National Survey Results: Bipartisan Majority of Americans Want Clean Energy | Kentuckians For The Commonwealth
Release Date: 
Wednesday, April 25, 2012
Press Contact: 
Amanda Fuller
KFTC member
502-742-6692

National Survey Results: Bipartisan Majority of Americans Want Clean Energy
People who want a clean energy future are now the mainstream, not the fringe

Resources

CSI Survey Report

 

Additional Contacts

Steve Sanders, Appalachian Citizens Law Center, 606-633-3939 or 859-245-0949

Leslie Anderson Maloy, Civil Society Institute, 703-276-3256 or [email protected]

 

The Civil Society Institute press release is available here

A new national survey shows overwhelming and bipartisan support for clean energy policies that go far beyond what is currently in place, especially in Kentucky.

More than 80 percent of the 1,019 people asked agreed with the statement: “The time is now for a new, grassroots-driven politics to realize a renewable energy future.” The favorable response included 69 percent of Republicans, 84 percent of Independents, and 95 percent of Democrats. The survey further defined that policy as “one that protects public health, promotes energy independence and the economic well being of all Americans.”

“It is apparent that Americans overwhelmingly favor clean and renewable energy,” said Steve Sanders, director of the Appalachian Citizens Law Center, which co-released with the Civil Society Institute and Kentuckians For The Commonwealth (KFTC) the survey findings in Kentucky. “For Kentucky, that means we must plan now for a future which is much less dependent on coal as a source of electric power.

Nearly as many respondents (75 percent) agreed that “Congress and state public utility commissions that regulate electric utilities should put more emphasis on renewable energy and increased energy efficiency … and less emphasis on major investments in new nuclear, coal and natural gas plants.” This included 58 percent of Republicans, 84 percent of Independents, and 86 percent of Democrats.

“These results show that people all over the country want clean energy and it’s time for Kentucky to catch up with other states to make cleaner energy affordable and accessible to people who want to invest in that,” said Amanda Fuller, a KFTC member in Louisville.

“Renewable Portfolio Standards and feed-in tariffs are two initiatives that we can do right now that don’t cost our state any money,” Fuller pointed out. Those initiatives were included in the Clean Energy Opportunity Act, legislation (HB 167) that received a hearing but no vote in the recently adjourned session of the Kentucky General Assembly.

Seventy-seven percent of respondents agreed that “(t)he energy industry's extensive and well-financed public relations, campaign contributions and lobbying  machine is a major barrier to moving beyond business as usual when it comes to America’s energy policy.”

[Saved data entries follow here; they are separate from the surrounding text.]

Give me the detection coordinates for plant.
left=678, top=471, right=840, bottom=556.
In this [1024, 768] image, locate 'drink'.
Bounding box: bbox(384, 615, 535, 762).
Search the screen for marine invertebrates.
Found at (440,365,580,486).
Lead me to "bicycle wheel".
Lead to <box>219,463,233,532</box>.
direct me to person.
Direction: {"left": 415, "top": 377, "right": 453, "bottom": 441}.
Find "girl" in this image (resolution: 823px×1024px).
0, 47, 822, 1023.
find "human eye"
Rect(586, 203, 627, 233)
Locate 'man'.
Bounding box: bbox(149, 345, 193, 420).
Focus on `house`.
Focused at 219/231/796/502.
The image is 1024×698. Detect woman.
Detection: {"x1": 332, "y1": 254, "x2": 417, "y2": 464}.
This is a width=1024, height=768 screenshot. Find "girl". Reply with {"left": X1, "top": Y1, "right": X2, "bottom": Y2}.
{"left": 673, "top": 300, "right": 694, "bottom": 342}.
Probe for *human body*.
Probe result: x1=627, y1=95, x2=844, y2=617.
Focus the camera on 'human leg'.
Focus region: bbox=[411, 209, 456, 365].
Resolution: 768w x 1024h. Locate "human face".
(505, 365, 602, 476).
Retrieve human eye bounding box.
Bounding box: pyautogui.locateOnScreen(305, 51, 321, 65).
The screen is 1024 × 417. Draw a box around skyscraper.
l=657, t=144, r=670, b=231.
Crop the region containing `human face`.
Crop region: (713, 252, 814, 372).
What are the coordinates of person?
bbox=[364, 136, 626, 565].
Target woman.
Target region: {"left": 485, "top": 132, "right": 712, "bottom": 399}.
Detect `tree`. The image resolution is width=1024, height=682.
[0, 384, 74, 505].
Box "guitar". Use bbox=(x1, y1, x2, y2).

"Dirty energy companies and their lobbyists like to marginalize those of us who are working towards a cleaner energy future for the U.S. But the verdict of this new survey is clear: We are the majority, not the fringe," said Heather White, general counsel for the Environmental Working Group. "The truth is that those who are clinging to America's dirty energy past are the people who are way out of step with the American political mainstream."

“We’re losing jobs,” Fuller said, noting that the contractor who installed solar electric and solar hot water systems on her house is challenged to find enough work to stay in business. “There are skilled people who have the technical backgrounds who are out of work because we don’t have the policies that support clean energy.”

An independent study released in January concluded that passage of the Clean Energy Opportunity Act would result in 28,000 new jobs in Kentucky over the next 10 years.

The clean energy survey was conducted by phone March 22-25 by ORC International for the Civil Society Institute. Respondents were 506 men and 513 women 18 years of age and older.